The use to which his ideas had to be put gave Dr. Reed an excellent test of their reliability. No doubt he passed through many stages of doubt as he investigated one theory after another. And he could not feel reasonably sure that he was right and had mastered his problem until his final hypothesis had been shown to hold good under varying actual conditions.
What test has the ordinary student for knowing when he knows a thing well enough to leave it? He may set up specific purposes to be accomplished, as has been suggested. Yet even these may be only ideas; what means has he for knowing when they have been attained? It is a long distance from the first approach to an important thought, to its final assimilation, and nothing is easier than to stop too soon. If there are any waymarks along the road, indicating the different stages reached; particularly, if there is a recognizable endpoint assuring mastery, one might avoid many dangerous headers by knowing the fact. Or is that particularly what recitations and marks are for? And instead of expecting an independent way of determining when he has mastered a subject, should the student simply rely upon his teacher to acquaint him with that fact?
7. The tentative attitude as a seventh factor in study
Investigators of the source of yellow fever previous to Dr. Reed reached conclusions as well as he. But, in the light of later discovery, they appear hasty and foolish, to the extent that they were insisted upon as correct. A large percentage of the so-called discoveries that are made, even by laboratory experiment, are later disproved. Even in regard to this very valuable work of Dr. Reed and his associates, one may feel too sure. It is quite possible that future study will materially supplement and modify our present knowledge of the subject. The scientist, therefore, may well assume an attitude of doubt toward all the results that he achieves.
Does the same hold for the young student? Is all our knowledge more or less doubtful, so that we should hold ourselves ready to modify our ideas at any time? And, remembering the common tendency to become dogmatic and unprogressive on that account, should the young student, in particular, regard some degree of uncertainty about his facts as the ideal state of mind for him to reach? Or would such uncertainty too easily undermine his self-confidence and render him vacillating in action? And should firmly fixed ideas, rather than those that are somewhat uncertain, be regarded as his goal, so that the extent to which he feels sure of his knowledge may be taken as one measure of his progress? Or can it be that there are two kinds of knowledge? That some facts are true for all time, and can be learned as absolutely true; and that others are only probabilities and must be treated as such? In that case, which is of the former kind, and which is of the latter?
8. Provision for individuality as an eighth factor in study
The scientific investigator must determine upon his own hypotheses; he must collect and organize his data, must judge their soundness and trace their consequences; and he must finally decide for himself when he has finished a task. All this requires a high degree of intellectual independence, which is possible only through a healthy development of individuality, or of the native self.
A normal self giving a certain degree of independence and even a touch of originality to all of his thoughts and actions is essential to the student's proper advance, as to the work of the scientist. Should the student, therefore, be taught to believe in and trust himself, holding his own powers and tendencies in high esteem? Should he learn even to ascribe whatever merit he may possess to the qualities that are peculiar to him? And should he, accordingly, look upon the ideas and influences of other persons merely as a means—though most valuable—for the development of this self that he holds so sacred? Or should he learn to depreciate himself, to deplore those qualities that distinguish him from others? And should he, in consequence, regard the ideas and influences of others as a valuable means of suppressing, or escaping from, his native self and of making him like other persons?
Here are two very different directions in which one may develop. In which direction does human nature most tend? In which direction do educational institutions, in particular, exert their influence? Does the average student, for example, subordinate his teachers and the ideas he acquires to himself? Or does he become subordinated to these, even submerged by them? This is the most important of all the problems concerning study; indeed, it is the one in which all the others culminate.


REQUIRED ACTION:
Line by line, transcribe the listing below exactly.

DATA RECORDS:
########################################

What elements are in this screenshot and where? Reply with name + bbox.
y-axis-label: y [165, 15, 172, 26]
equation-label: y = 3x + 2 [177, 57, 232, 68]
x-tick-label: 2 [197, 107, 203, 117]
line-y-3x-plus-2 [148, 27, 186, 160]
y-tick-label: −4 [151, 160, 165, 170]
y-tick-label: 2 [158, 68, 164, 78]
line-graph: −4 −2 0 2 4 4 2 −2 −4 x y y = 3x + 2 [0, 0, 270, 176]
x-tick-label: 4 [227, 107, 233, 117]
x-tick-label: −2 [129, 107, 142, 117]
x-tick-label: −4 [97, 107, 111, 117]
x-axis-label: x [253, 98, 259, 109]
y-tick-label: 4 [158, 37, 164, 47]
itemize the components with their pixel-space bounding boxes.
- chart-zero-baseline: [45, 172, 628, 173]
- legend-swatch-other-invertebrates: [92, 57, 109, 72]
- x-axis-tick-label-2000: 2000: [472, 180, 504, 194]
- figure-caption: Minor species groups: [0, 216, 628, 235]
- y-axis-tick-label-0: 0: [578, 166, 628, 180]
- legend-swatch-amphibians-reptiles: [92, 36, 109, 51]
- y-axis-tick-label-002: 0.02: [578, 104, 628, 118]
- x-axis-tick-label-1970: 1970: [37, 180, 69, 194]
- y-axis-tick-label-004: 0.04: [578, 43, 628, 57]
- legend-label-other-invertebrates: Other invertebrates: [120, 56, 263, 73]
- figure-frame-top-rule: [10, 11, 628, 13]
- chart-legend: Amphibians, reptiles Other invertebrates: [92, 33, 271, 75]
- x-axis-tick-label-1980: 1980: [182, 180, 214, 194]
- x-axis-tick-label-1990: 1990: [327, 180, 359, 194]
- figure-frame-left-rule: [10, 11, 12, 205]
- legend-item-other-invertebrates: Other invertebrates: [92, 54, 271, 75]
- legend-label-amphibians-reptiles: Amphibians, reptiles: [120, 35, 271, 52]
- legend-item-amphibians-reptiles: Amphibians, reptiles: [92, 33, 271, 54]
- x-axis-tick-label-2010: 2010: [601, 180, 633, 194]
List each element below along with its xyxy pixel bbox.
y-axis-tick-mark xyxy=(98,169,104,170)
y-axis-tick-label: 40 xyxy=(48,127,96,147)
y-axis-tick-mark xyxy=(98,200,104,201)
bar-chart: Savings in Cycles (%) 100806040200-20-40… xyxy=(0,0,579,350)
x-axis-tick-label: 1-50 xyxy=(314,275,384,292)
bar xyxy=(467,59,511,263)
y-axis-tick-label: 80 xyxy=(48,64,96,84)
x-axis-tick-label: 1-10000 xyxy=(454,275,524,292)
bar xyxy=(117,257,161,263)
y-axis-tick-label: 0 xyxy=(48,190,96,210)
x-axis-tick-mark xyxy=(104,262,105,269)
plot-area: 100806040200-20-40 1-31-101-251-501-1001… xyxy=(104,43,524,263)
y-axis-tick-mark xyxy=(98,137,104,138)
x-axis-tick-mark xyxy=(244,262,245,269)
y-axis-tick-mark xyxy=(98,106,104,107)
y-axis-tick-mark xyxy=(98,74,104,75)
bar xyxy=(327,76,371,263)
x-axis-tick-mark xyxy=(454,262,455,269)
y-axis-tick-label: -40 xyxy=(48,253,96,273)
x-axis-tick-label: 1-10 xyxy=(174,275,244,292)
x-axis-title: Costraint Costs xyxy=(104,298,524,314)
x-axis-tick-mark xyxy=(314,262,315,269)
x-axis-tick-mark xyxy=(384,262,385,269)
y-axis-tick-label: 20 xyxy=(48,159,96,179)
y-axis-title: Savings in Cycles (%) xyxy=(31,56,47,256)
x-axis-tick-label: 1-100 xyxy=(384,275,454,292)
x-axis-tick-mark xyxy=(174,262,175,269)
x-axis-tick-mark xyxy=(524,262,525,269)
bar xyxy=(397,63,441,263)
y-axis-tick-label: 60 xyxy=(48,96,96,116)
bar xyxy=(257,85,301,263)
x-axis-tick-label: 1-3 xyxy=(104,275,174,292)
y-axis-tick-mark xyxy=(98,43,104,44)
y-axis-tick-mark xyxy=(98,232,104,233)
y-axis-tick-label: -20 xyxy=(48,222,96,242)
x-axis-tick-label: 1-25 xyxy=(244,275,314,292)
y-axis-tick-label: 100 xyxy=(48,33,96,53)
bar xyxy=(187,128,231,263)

########################################

SOLUTION TO THE EXERCISE:
What elements are in this screenshot and where? Reply with name + bbox.
y-axis-label: y [165, 15, 172, 26]
equation-label: y = 3x + 2 [177, 57, 232, 68]
x-tick-label: 2 [197, 107, 203, 117]
line-y-3x-plus-2 [148, 27, 186, 160]
y-tick-label: −4 [151, 160, 165, 170]
y-tick-label: 2 [158, 68, 164, 78]
line-graph: −4 −2 0 2 4 4 2 −2 −4 x y y = 3x + 2 [0, 0, 270, 176]
x-tick-label: 4 [227, 107, 233, 117]
x-tick-label: −2 [129, 107, 142, 117]
x-tick-label: −4 [97, 107, 111, 117]
x-axis-label: x [253, 98, 259, 109]
y-tick-label: 4 [158, 37, 164, 47]
itemize the components with their pixel-space bounding boxes.
- chart-zero-baseline: [45, 172, 628, 173]
- legend-swatch-other-invertebrates: [92, 57, 109, 72]
- x-axis-tick-label-2000: 2000: [472, 180, 504, 194]
- figure-caption: Minor species groups: [0, 216, 628, 235]
- y-axis-tick-label-0: 0: [578, 166, 628, 180]
- legend-swatch-amphibians-reptiles: [92, 36, 109, 51]
- y-axis-tick-label-002: 0.02: [578, 104, 628, 118]
- x-axis-tick-label-1970: 1970: [37, 180, 69, 194]
- y-axis-tick-label-004: 0.04: [578, 43, 628, 57]
- legend-label-other-invertebrates: Other invertebrates: [120, 56, 263, 73]
- figure-frame-top-rule: [10, 11, 628, 13]
- chart-legend: Amphibians, reptiles Other invertebrates: [92, 33, 271, 75]
- x-axis-tick-label-1980: 1980: [182, 180, 214, 194]
- x-axis-tick-label-1990: 1990: [327, 180, 359, 194]
- figure-frame-left-rule: [10, 11, 12, 205]
- legend-item-other-invertebrates: Other invertebrates: [92, 54, 271, 75]
- legend-label-amphibians-reptiles: Amphibians, reptiles: [120, 35, 271, 52]
- legend-item-amphibians-reptiles: Amphibians, reptiles: [92, 33, 271, 54]
- x-axis-tick-label-2010: 2010: [601, 180, 633, 194]
List each element below along with its xyxy pixel bbox.
y-axis-tick-mark xyxy=(98,169,104,170)
y-axis-tick-label: 40 xyxy=(48,127,96,147)
y-axis-tick-mark xyxy=(98,200,104,201)
bar-chart: Savings in Cycles (%) 100806040200-20-40… xyxy=(0,0,579,350)
x-axis-tick-label: 1-50 xyxy=(314,275,384,292)
bar xyxy=(467,59,511,263)
y-axis-tick-label: 80 xyxy=(48,64,96,84)
x-axis-tick-label: 1-10000 xyxy=(454,275,524,292)
bar xyxy=(117,257,161,263)
y-axis-tick-label: 0 xyxy=(48,190,96,210)
x-axis-tick-mark xyxy=(104,262,105,269)
plot-area: 100806040200-20-40 1-31-101-251-501-1001… xyxy=(104,43,524,263)
y-axis-tick-mark xyxy=(98,137,104,138)
x-axis-tick-mark xyxy=(244,262,245,269)
y-axis-tick-mark xyxy=(98,106,104,107)
y-axis-tick-mark xyxy=(98,74,104,75)
bar xyxy=(327,76,371,263)
x-axis-tick-mark xyxy=(454,262,455,269)
y-axis-tick-label: -40 xyxy=(48,253,96,273)
x-axis-tick-label: 1-10 xyxy=(174,275,244,292)
x-axis-title: Costraint Costs xyxy=(104,298,524,314)
x-axis-tick-mark xyxy=(314,262,315,269)
x-axis-tick-mark xyxy=(384,262,385,269)
y-axis-tick-label: 20 xyxy=(48,159,96,179)
y-axis-title: Savings in Cycles (%) xyxy=(31,56,47,256)
x-axis-tick-label: 1-100 xyxy=(384,275,454,292)
x-axis-tick-mark xyxy=(174,262,175,269)
x-axis-tick-mark xyxy=(524,262,525,269)
bar xyxy=(397,63,441,263)
y-axis-tick-label: 60 xyxy=(48,96,96,116)
bar xyxy=(257,85,301,263)
x-axis-tick-label: 1-3 xyxy=(104,275,174,292)
y-axis-tick-mark xyxy=(98,43,104,44)
y-axis-tick-mark xyxy=(98,232,104,233)
y-axis-tick-label: -20 xyxy=(48,222,96,242)
x-axis-tick-label: 1-25 xyxy=(244,275,314,292)
y-axis-tick-label: 100 xyxy=(48,33,96,53)
bar xyxy=(187,128,231,263)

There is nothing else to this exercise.